Visit to a Green Star 19642.Korean youth in Kyoto can only fail if they try to be “Japan’s Hope: The Student,” or even “Japan’s Brother: The Worker.” If we center these positions according to entrance into Japan’s universities or the workforces of its major production companies—these are goals that young Koreans learn not to desire. Only “Japan’s Sister: The Girl” remains available to young Korean women, and then only because these positions are already reduced to the dominated gender3 in Kyoto.
The gendered aspect of each of these roles is not superficial. The Student is male; so too The Worker. Women in Kyoto face a life where public life and public space is still coded by, of, and for men. But these spaces and lives are also coded as Japanese, and Korean’s need not apply.
But then it is not also easy for Japanese youth to acquire these same positions within the “national” family today. Jobs are scarce, and competition for university entrance has become a mind-numbing struggle with few winners. Many more students and their families cope with a life of expectations that has suddenly, and unalterably, become diminished4 by a disappointing outcome in the competition for school admission.
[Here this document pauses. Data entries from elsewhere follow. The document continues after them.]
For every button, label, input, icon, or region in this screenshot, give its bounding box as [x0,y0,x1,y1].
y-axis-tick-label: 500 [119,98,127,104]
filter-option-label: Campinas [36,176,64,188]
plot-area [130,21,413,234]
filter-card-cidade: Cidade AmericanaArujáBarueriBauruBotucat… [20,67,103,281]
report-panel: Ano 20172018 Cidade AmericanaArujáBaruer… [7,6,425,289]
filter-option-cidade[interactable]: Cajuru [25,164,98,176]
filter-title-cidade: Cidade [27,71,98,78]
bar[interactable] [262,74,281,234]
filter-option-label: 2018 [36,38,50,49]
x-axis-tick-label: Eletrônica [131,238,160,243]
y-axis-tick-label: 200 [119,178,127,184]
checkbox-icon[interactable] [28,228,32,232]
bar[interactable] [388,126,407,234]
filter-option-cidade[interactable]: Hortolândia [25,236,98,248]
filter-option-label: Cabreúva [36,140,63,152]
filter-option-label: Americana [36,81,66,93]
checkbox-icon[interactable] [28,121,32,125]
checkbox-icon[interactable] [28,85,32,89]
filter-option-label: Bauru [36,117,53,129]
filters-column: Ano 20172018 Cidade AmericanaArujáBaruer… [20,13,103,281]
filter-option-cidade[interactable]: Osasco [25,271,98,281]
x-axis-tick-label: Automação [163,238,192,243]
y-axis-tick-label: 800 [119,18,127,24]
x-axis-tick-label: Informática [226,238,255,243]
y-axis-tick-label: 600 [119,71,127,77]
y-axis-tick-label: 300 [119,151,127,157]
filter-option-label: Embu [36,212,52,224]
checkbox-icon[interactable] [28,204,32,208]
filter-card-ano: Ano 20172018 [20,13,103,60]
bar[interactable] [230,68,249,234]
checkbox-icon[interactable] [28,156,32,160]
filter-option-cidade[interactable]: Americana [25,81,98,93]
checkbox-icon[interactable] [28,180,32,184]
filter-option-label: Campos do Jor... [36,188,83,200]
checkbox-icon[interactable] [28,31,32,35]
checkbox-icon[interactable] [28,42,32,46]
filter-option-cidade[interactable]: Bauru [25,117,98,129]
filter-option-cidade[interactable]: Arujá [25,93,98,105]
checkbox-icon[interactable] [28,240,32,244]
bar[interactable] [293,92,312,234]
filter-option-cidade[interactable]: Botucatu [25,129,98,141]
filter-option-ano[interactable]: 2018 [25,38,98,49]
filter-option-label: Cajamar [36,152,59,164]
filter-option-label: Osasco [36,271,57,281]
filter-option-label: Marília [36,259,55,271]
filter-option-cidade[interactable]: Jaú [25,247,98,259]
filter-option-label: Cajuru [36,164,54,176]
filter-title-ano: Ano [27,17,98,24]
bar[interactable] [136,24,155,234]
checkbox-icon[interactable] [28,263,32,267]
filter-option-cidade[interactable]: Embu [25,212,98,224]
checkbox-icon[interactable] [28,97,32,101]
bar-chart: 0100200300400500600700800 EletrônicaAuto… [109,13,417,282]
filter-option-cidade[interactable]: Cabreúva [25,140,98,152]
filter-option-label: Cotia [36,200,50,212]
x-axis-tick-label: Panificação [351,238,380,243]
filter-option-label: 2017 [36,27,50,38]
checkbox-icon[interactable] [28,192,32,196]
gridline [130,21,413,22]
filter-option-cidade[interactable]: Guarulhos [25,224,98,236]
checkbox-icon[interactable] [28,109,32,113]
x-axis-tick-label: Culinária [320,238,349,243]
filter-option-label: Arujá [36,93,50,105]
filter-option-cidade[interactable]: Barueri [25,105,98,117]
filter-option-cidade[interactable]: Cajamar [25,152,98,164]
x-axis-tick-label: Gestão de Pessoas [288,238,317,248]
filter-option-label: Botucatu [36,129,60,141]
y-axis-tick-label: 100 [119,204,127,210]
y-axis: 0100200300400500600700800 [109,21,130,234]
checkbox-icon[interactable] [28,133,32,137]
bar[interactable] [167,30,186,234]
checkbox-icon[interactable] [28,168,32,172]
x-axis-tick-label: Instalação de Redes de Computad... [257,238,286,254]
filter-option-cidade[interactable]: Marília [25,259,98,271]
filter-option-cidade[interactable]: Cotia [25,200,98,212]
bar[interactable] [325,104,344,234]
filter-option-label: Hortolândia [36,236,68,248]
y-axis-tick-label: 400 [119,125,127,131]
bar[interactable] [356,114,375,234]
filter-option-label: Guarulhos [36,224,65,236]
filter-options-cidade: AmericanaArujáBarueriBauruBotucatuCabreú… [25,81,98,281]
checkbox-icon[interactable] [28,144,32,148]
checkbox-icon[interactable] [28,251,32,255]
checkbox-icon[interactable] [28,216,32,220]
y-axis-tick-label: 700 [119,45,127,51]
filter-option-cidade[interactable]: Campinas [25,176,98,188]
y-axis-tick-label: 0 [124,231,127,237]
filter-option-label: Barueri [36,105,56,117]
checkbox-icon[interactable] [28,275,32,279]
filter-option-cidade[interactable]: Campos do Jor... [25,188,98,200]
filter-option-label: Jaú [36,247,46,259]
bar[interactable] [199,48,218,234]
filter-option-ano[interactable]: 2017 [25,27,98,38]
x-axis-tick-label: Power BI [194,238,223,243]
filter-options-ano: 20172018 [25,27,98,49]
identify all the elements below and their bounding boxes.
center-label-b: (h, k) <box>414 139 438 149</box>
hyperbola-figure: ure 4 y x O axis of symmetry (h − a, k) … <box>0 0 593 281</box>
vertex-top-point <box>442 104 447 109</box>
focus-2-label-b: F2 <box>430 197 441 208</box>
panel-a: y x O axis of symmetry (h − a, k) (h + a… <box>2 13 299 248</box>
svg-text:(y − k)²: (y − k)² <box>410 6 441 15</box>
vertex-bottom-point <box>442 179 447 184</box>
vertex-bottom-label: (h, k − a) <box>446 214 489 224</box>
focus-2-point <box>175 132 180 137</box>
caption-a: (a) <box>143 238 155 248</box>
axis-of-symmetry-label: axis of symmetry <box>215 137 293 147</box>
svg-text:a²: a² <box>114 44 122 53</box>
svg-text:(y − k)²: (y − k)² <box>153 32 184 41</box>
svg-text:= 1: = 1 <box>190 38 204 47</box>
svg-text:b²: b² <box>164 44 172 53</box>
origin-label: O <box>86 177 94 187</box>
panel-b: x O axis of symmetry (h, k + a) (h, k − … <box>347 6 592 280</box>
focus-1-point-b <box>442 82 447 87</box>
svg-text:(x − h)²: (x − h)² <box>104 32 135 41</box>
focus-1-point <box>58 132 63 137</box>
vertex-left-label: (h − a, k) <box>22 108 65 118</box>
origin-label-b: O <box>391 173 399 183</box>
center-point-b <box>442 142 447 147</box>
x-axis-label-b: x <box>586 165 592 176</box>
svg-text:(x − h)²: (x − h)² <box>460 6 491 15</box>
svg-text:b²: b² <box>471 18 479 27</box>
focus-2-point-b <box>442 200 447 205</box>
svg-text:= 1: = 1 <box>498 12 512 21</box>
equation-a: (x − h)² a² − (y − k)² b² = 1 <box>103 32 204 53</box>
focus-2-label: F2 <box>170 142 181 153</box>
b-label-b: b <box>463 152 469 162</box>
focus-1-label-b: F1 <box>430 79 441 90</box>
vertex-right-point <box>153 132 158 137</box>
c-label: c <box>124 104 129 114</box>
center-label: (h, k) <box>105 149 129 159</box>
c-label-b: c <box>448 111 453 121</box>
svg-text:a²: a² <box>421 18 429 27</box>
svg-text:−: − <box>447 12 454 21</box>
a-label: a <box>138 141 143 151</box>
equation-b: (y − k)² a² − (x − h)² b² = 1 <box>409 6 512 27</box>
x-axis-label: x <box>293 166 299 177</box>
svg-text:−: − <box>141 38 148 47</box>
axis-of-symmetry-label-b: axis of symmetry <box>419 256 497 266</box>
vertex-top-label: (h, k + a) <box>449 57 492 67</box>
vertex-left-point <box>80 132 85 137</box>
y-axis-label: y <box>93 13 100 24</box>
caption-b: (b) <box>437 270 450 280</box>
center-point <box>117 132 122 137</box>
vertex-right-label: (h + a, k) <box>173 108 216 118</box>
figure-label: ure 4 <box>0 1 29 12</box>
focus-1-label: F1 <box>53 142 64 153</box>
But enough Japanese youth do acquire the positions so revered in the national narratives of life-style success that this success—for all of its continuing difficulties (the life of a salaryman or his housewife is not an easy one)—gets reproduced as a general goal. And outside of these generalizable, but ultimately personal life-style paths, Japanese youth can also count on continual reminders of their responsibilities to community and the state.
This comment threads into the next, another portion of Here is JAPAN. Visit to a Green Star
1Dissatisfaction is expressed, but in private, or when drinking, as the drink becomes an excuse for shifting the frame of conversation beyond the limits of self control. In Kyoto, drinking is a ready alibi for raised voices, exaggerated expressions, and behaviors that would usually be frowned upon in public—anecdotally this includes punching out your boss. Getting drunk means never having to say your sorry. It is an extremely useful social solvent in Kyoto, but its use as such is restricted to males.
2“Visit to a Green Star” is a short story that was included in Here is Japan, as an allegory of a visit to Japan. The self-distancing of this place, this Japan/Green Star, from the Earth narrativizes the nativist movement in Japan, that has in many ways tried to separate the archipelago from the Chinese mainland, and then from the West.
3There is no “Japan’s Brother: The Boy.” A male who does not achieve a career as a skilled worker, or better, a salaryman (white-collar) position, has failed to enter into a valued position within the national family.
4More than half of the students in my classes in fairly prestigious private Japanese universities (Ritsumeikan and Doshisha) were profoundly disappointed in their failure to be accepted to their first-choice level universities (such as Tokyo or Kyoto universities). By the time they were sophomores, they knew precisely which companies would be recruiting them, and for what type of jobs. Their future life-styles were fixed beyond their control. By 1994, however, most companies were cutting back on hiring, and so a proportion of these students would soon find themselves in the limbo of having graduated and not being employed.